The difference between projections and results affected the credibility of polls, as well as that of coverage by newspapers, amply anchored in the surveys. Never have electoral polls been so prominent as they were this year.

Besides this, there were basically two more ingredients: back-and-forth accusations between candidates and complaints about corruption. The first is standard fare in all election campaigns, heating up the polarization, and by the insane microwaves of blogs and social networks.

In the second, the protagonists were federal prosecutors, and newspapers took on the role of publishing headlines almost always constructed from a thread in the news, from leaks done in dribs and drabs by people involved in the investigation.

The lead in stories carried a few drops of something new, and the rest was context and background of what had already been published.

With this discouraging backdrop, the misfortune helped the coverage, and the adversity that Marina Silva faced in the race guaranteed a roller coaster which increased work by polling institutes and helped newsrooms.

In 44 days, Folha credited eight headlines to the Datafolha polling institute and one to the Ibope institute, outside of smaller stories.

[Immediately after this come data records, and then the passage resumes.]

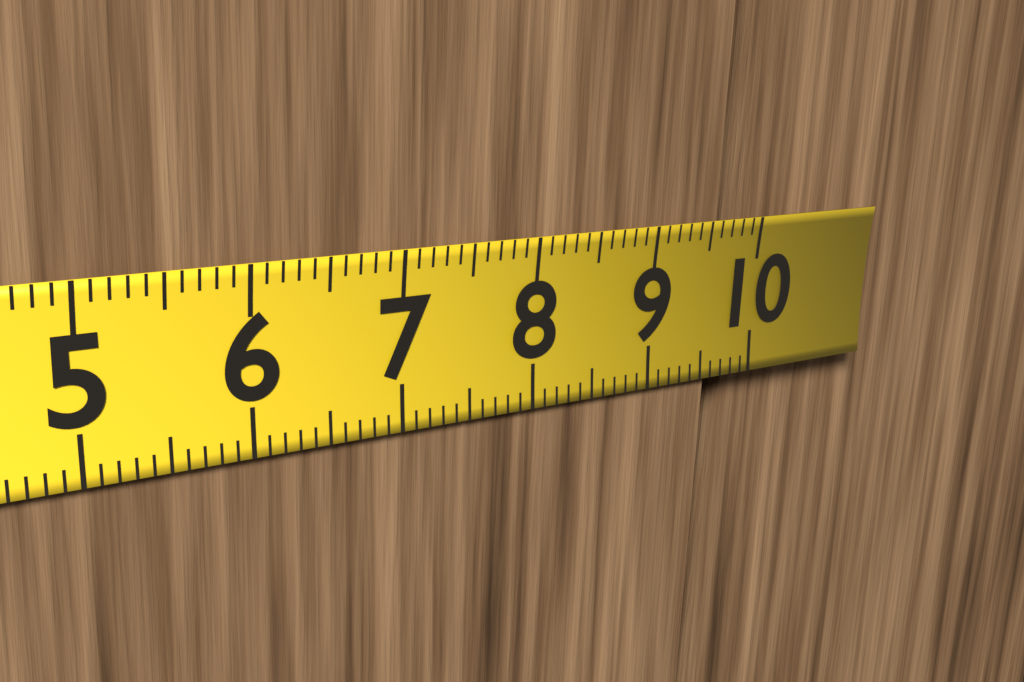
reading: 9.6 cm
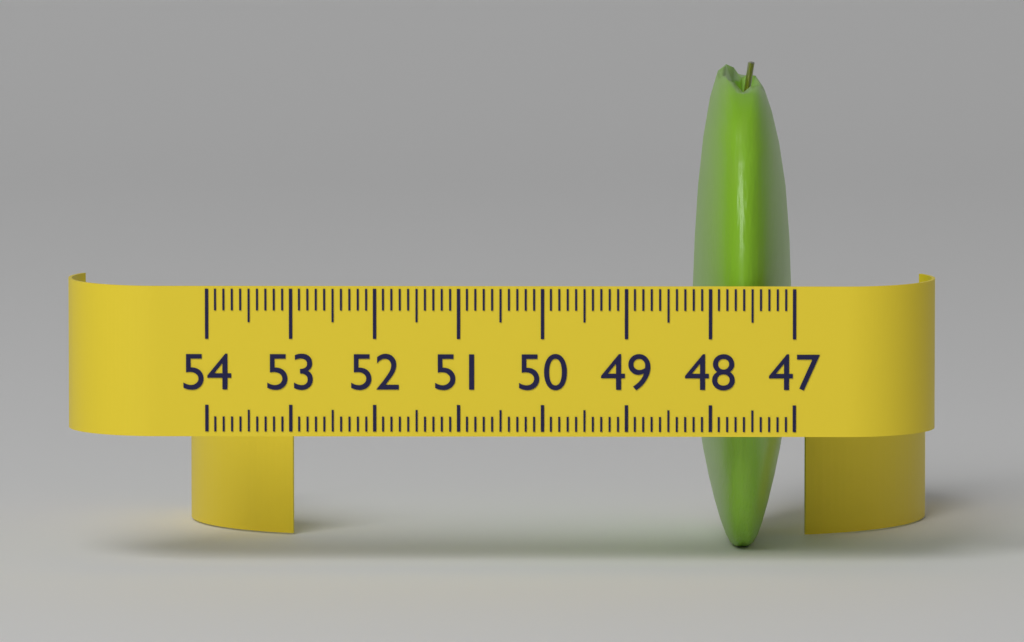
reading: 48.2 (no unit)
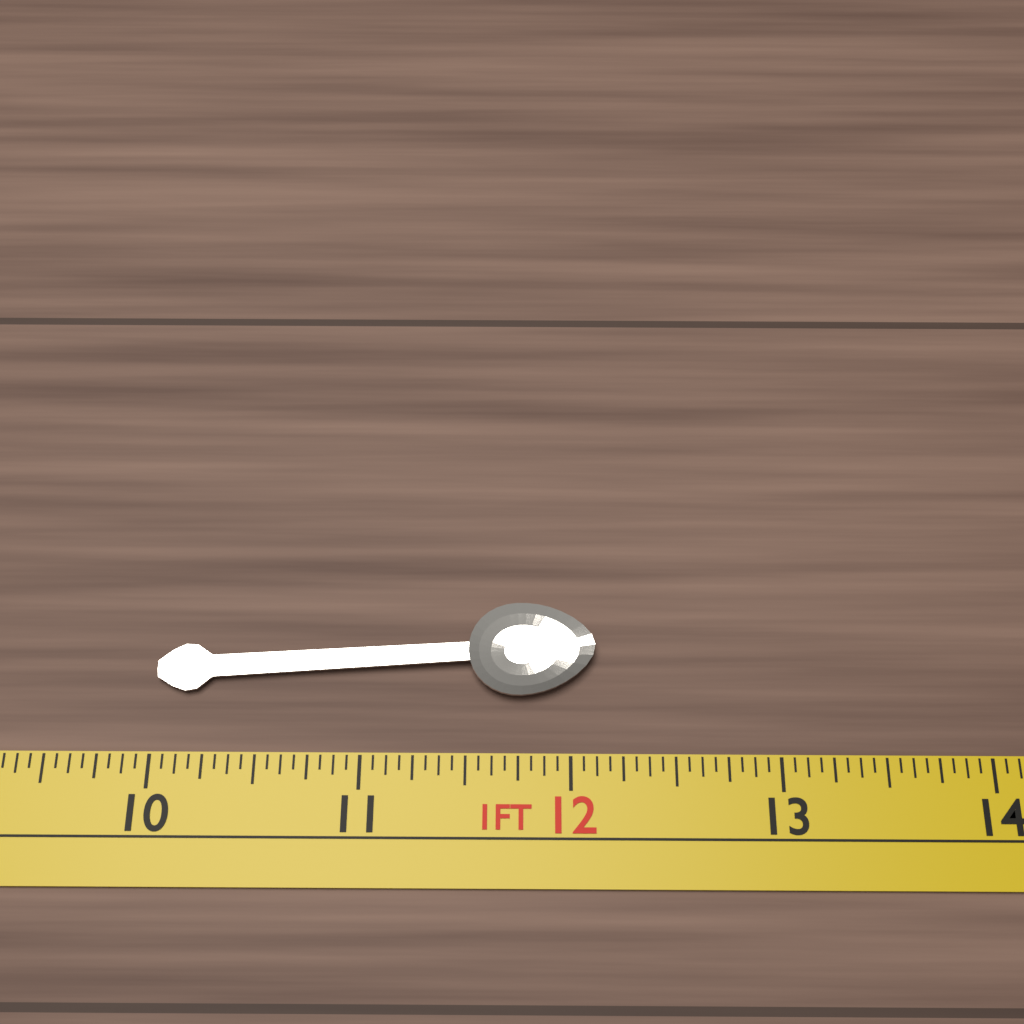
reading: 12.1250 in
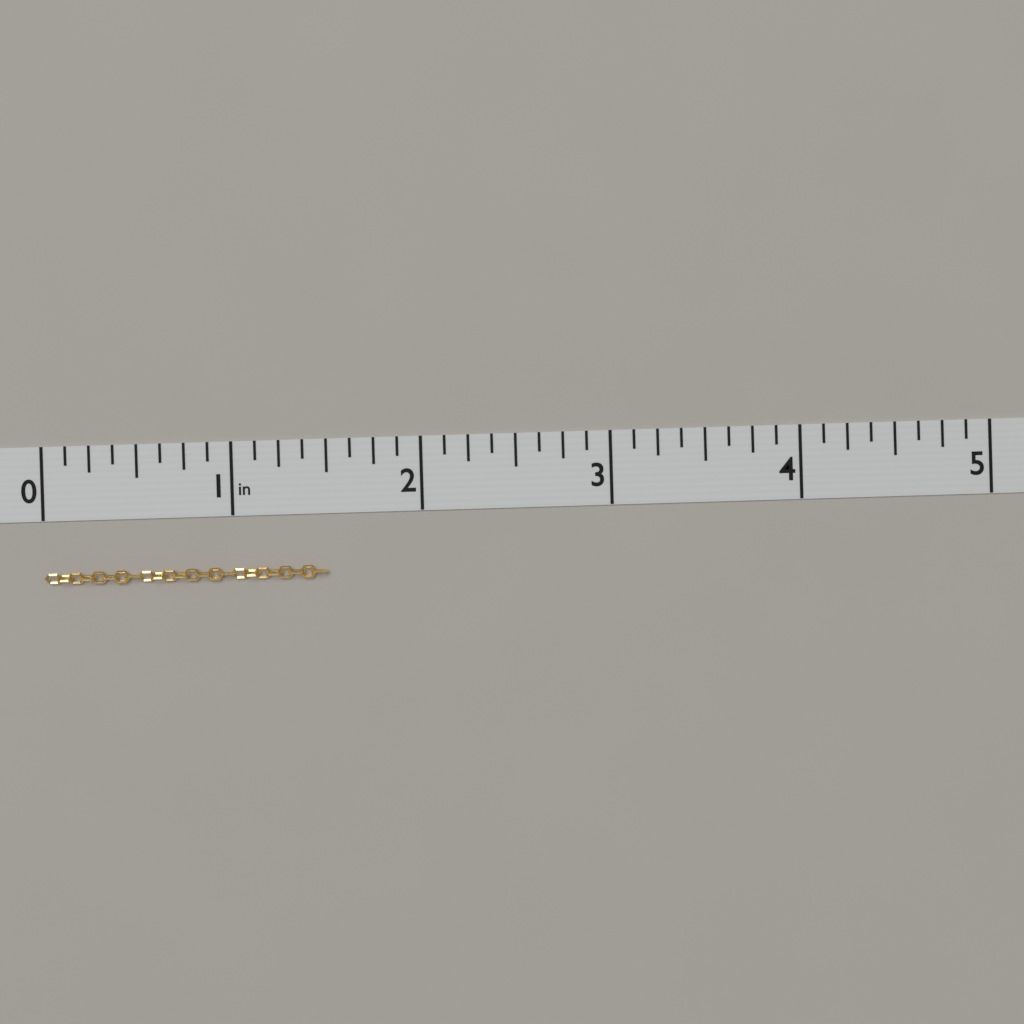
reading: 1.500 in
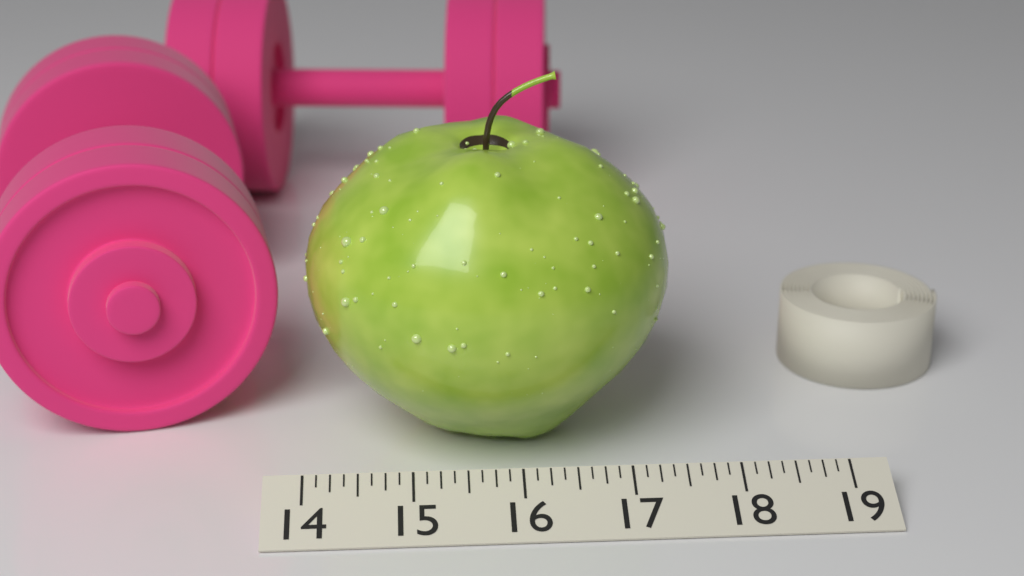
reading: 17.500 (no unit)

By the predominance and the influence of polls in the news - and voting - it was necessary for the newspaper to make a consistent evaluation of the differences between voting results and surveys, addressing the cases one by one trying to provide clear explanations to not allow a lack of confidence concerning manipulation.

That's not what happened. The story published on Tuesday (Oct. 7) sounded like a lecture by the government, with an anodyne headline ("Polling institutes suffer criticism") and subhead saying that the differences generated complaints about politicians.

It wasn't just them, the outcry was general. There weren't only complaints but lack of understanding and a desire to understand.

I observed the inconsistency in my internal critique, thinking that the newspaper should have sought other experts to get independent opinions. It should have deepened the discussion about the methodology adopted and its limits.

The managing editor's office believes that my critique is wrong because part of the presupposition that the results need to be the same as the polls and argued: "When the result from the ballot box is the same as the survey released on the eve of the election, it's not seen as something the institute got right. It's only an indication that nothing relevant to voters changed Saturday and Sunday, when people talk most about the election."

Well, the newspaper is used to celebrating when it gets the numbers right. It should stop doing that. Afterward, the problem is not the presupposition but rather the treatment given to data which should be extensively made relative.

I talked to Mauro Paulino and Márcia Cavallari, responsible for the two main polling institutes, who emphasized the conditions in the surveys. Paulino told me, for example, that two thirds of the interviews by Datafolha were carried out on Friday (3) and one third of them on Saturday (4) morning.

He said that there was a move to change the choice of candidates with the debate on the Globo TV network (in which Marina Silva did poorly) and intensified through the weekend by surveys on Saturday, which showed Aécio Neves of the Brazilian Social Democracy Party rising. The trend changed.

The explanation makes sense, but none of these reservations was contemplated in the story on Sunday nor in the explanations on Tuesday. On the day of the election, there was a long analysis by Datafolha, but these aspects were not mentioned.

There were other differences even more attention-grabbing than the presidential race, but it's not the role of the ombudsman to evaluate the performance of polling institutes. It's that of the newspaper, which gives these surveys top billing in the news.

The managing editor's office asserts that Folha's coverage is cautious and does not treat surveys as an attempt to predict the results in the voting booth. If this is the perception, it's good to flash a yellow light, because the Russians don't understand.